Inge died in killing frenzy
2007-02-20 22:29
Cape Town - The person who murdered Stellenbosch student Inge Lotz carried on stabbing her even after she was dead, the Cape High Court heard on Tuesday.
Dr Ansie Adendorff - who was district surgeon in Stellenbosch at the time - was giving post mortem evidence in the trial of Lotz's boyfriend Fred van der Vyver, who has pleaded not guilty to the March 2005 slaying.
Adendorff was specially flown in by the prosecution from the United Kingdom, where she is now working in a Notting Hill hospital.
According to her report, handed in as evidence, Lotz was hit or stabbed at least 37 times during the assault.
Tried to ward off attack
Adendorff told the court the initial wounds - which repeatedly fractured Lotz's skull - were inflicted with a blunt object, and it seemed from wounds on her right hand and a broken metacarpal that she tried to ward off the attack.
However, the lack of blood from other wounds, including 17 stab wounds to the neck, indicated that her heart had stopped beating by the time they happened.
Also inflicted after death was a gaping hole in her chest, about 10cm across, which appeared to be made up of multiple stab wounds.
It appeared from the clean edges as if the object - which could have been a knife - was inserted and then pulled downwards.
Two ribs were severed in the process, something which she said required considerable force, and five wounds pierced the lungs.
Adendorff also noted that Lotz had a broken nose. "It looks to me like someone who was hit with a fist," she said of this injury.
She said a small puncture wound on the right of Lotz's neck could have been caused by the spike of an earring when her head was forcefully turned to that side.
Skull 'soft'
Lotz had also bled from the ears and her lungs had filled with blood which flowed down through her air passages from the skull injuries.
In her initial observations in the autopsy report, Adendorff noted that Lotz's skull was "soft as a result of blunt violence".
She said all the stab wounds to the neck were inflicted from left to right, in a downward direction, and their depth varied from superficial to five centimetres.
Referring to the blunt-object wounds to the head, some of which showed a semi-circular edge, she said she had told detectives to look for a hammer as one of the murder weapons.
The prosecution has already handed in as evidence an ornamental hammer with which it claims Van der Vyver committed the killing.
Photographs
Adendorff backed her testimony with photographs taken of Lotz's wounds during the post mortem, which were projected onto a screen in the courtroom.
Judge Deon van Zyl warned members of the public sitting in the gallery that the images could be disturbing, and advised them to leave if they did not have the stomach for it.
Later in the proceedings he asked the prosecuting team to stop showing the photographs on the screen and Adendorff continued her testimony referring to a collection of printed photographs instead.
The prosecution has indicated it may consider leading evidence from a psychologist on the nature of the attack.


In the entries below, how many lines include "Absolute"? Reply with the number and nothing more.

:::::

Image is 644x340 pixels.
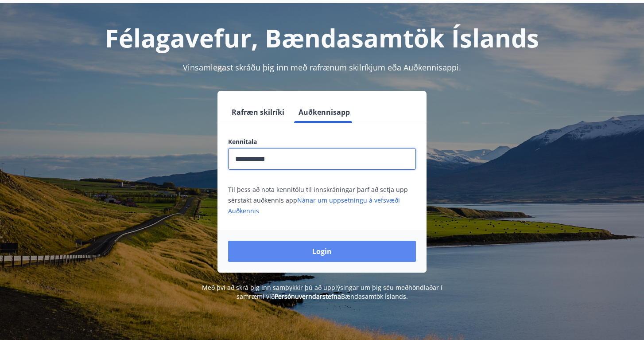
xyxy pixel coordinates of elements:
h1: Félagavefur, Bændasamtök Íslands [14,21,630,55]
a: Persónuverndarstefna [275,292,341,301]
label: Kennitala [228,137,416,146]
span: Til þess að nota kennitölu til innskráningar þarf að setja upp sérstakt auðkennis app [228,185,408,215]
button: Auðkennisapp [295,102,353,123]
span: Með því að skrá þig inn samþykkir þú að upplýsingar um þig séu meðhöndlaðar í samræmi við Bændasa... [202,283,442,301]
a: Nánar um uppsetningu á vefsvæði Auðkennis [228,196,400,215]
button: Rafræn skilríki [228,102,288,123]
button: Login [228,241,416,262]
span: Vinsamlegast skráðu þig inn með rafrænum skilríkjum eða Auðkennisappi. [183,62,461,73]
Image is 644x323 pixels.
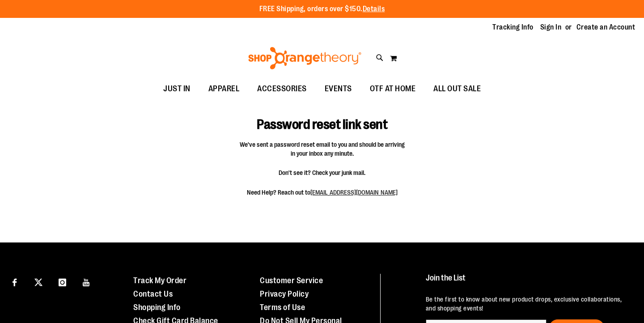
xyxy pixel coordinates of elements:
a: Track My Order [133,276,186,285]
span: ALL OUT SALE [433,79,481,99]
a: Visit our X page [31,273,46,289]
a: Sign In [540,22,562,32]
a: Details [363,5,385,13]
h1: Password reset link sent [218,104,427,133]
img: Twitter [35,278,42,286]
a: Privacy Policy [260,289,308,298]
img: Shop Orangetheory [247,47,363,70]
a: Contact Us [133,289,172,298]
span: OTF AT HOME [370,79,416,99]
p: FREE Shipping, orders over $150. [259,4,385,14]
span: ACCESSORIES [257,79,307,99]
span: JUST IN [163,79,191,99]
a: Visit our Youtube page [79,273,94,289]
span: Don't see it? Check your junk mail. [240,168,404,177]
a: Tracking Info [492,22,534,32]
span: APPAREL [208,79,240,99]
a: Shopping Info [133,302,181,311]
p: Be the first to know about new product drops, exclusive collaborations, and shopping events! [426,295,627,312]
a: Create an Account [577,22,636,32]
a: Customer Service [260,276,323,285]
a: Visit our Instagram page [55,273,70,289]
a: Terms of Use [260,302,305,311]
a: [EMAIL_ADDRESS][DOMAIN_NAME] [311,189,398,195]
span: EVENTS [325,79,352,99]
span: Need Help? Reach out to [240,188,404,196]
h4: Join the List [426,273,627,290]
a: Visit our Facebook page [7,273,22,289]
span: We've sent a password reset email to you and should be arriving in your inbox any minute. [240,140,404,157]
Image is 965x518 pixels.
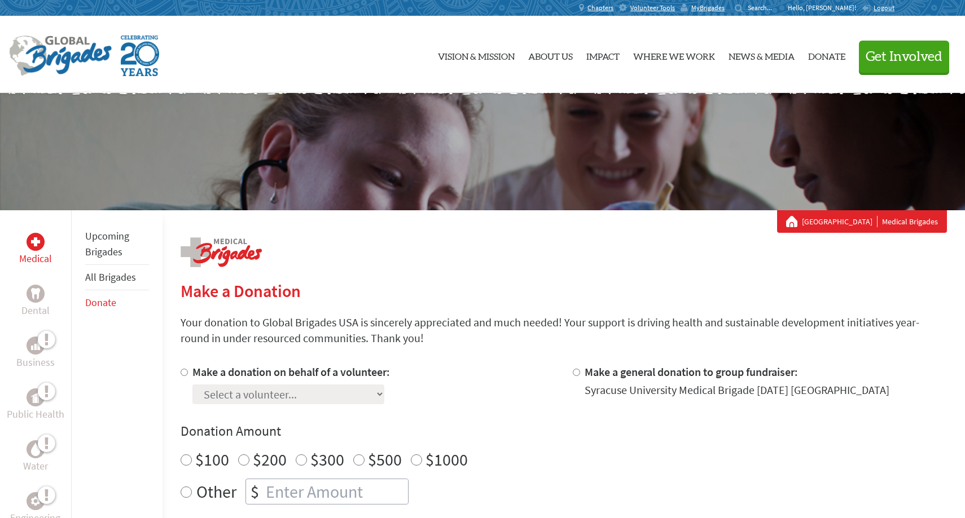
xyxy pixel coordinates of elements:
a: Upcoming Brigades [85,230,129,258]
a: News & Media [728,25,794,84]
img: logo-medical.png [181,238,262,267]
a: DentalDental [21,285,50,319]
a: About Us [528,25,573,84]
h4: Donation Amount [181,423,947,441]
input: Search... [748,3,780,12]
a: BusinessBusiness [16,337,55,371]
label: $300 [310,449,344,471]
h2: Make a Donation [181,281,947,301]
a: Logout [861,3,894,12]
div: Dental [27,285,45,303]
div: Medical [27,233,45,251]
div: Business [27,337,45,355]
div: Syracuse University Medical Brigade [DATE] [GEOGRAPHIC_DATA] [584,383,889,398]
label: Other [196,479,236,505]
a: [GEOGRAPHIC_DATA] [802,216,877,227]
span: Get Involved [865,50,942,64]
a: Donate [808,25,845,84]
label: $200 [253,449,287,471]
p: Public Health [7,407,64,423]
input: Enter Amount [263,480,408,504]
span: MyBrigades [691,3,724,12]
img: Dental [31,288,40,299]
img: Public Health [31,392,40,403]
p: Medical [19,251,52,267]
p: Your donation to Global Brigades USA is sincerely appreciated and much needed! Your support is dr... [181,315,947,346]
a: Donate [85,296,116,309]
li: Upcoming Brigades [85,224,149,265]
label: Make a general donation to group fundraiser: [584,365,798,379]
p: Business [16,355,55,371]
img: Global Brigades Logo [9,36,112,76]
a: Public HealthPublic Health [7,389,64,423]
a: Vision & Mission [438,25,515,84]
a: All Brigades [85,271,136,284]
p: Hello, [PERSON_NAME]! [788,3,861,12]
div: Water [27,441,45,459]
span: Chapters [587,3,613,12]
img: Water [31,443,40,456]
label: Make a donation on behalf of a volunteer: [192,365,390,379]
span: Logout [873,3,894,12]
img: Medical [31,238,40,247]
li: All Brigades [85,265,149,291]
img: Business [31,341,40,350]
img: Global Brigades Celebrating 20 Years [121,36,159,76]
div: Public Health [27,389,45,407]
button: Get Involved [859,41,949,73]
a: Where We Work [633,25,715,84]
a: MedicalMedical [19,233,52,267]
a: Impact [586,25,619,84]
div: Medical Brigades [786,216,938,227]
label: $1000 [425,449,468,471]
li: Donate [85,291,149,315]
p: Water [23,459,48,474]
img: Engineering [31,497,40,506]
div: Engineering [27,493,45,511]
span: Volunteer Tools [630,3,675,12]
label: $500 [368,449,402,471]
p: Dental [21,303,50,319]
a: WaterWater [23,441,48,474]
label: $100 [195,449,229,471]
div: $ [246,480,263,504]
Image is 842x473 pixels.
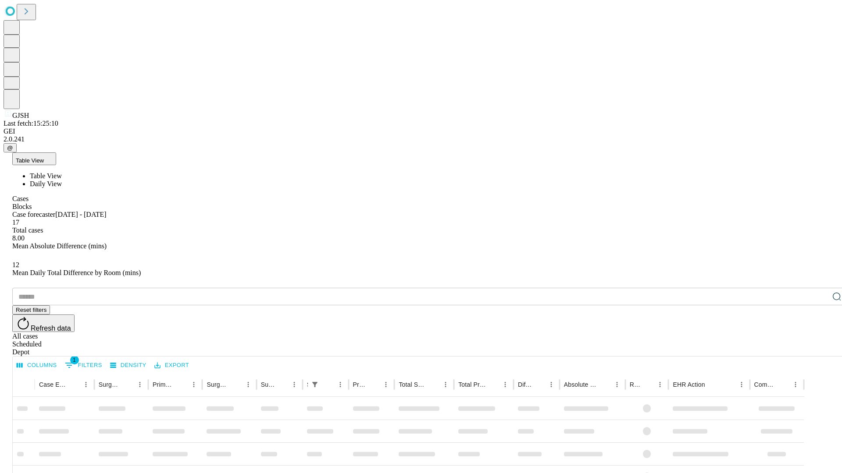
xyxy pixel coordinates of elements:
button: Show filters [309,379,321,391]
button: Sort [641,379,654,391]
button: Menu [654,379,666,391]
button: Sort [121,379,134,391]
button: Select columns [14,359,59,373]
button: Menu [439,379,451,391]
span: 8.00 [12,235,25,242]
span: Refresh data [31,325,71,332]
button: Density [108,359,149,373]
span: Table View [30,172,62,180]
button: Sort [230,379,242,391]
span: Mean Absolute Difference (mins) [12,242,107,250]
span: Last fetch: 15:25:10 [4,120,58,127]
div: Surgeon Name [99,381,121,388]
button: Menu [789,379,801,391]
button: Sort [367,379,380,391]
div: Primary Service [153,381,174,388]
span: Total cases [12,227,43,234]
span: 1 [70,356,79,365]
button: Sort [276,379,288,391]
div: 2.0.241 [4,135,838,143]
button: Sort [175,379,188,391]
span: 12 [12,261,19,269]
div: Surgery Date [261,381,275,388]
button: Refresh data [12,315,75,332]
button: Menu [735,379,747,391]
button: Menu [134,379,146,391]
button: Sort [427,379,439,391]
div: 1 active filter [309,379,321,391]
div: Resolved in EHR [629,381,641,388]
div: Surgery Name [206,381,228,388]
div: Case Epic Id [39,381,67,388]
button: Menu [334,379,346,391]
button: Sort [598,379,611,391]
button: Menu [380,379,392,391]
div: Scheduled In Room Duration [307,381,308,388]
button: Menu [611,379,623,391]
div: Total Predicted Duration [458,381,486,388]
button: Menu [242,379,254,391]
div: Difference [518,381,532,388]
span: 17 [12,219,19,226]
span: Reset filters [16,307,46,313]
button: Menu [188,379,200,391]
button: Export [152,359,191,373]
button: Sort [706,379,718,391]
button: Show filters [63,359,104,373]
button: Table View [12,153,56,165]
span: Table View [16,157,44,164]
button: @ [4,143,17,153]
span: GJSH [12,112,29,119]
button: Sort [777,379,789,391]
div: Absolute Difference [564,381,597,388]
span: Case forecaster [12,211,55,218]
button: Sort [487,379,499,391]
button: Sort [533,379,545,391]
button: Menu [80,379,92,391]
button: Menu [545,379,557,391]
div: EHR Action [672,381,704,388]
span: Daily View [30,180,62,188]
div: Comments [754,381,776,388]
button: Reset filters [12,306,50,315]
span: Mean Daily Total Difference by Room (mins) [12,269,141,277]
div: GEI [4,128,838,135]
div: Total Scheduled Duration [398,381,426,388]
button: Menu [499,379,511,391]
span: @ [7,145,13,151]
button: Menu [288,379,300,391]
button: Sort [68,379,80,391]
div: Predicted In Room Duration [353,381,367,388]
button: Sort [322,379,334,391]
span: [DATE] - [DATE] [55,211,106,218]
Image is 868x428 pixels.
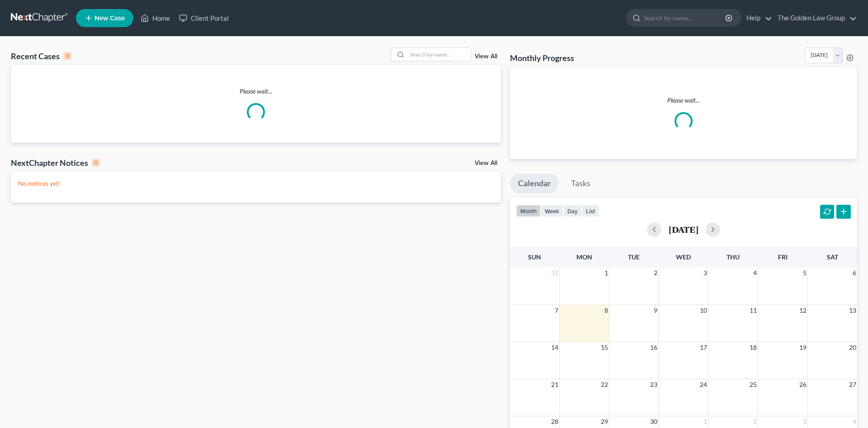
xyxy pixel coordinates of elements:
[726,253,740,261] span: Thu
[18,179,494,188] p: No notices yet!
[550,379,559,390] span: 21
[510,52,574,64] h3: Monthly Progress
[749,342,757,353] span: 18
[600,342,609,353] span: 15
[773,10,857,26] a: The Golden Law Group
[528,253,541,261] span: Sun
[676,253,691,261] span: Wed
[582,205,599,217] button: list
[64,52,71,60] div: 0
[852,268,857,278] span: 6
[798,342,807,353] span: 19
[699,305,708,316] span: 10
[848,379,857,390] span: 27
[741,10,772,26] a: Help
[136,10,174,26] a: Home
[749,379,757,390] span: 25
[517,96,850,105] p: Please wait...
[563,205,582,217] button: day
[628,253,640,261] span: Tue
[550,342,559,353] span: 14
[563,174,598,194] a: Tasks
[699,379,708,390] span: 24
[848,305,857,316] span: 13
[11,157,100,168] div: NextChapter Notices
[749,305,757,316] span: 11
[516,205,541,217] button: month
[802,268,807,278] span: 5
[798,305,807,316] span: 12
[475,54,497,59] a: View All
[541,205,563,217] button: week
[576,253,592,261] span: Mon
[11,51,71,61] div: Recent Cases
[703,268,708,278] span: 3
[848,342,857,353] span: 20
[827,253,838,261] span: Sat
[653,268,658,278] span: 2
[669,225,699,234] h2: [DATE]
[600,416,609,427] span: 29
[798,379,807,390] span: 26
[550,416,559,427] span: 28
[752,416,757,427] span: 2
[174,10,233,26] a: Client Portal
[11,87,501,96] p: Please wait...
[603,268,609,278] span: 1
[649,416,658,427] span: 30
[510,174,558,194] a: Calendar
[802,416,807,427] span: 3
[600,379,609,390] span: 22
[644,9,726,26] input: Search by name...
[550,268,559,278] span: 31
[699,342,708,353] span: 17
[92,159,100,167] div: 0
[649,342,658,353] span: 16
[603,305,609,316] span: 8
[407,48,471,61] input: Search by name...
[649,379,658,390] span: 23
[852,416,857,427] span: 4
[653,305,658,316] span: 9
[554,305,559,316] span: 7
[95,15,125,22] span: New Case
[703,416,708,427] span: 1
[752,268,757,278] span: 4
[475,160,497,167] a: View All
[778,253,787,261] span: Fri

:::::

Exercise solution:
2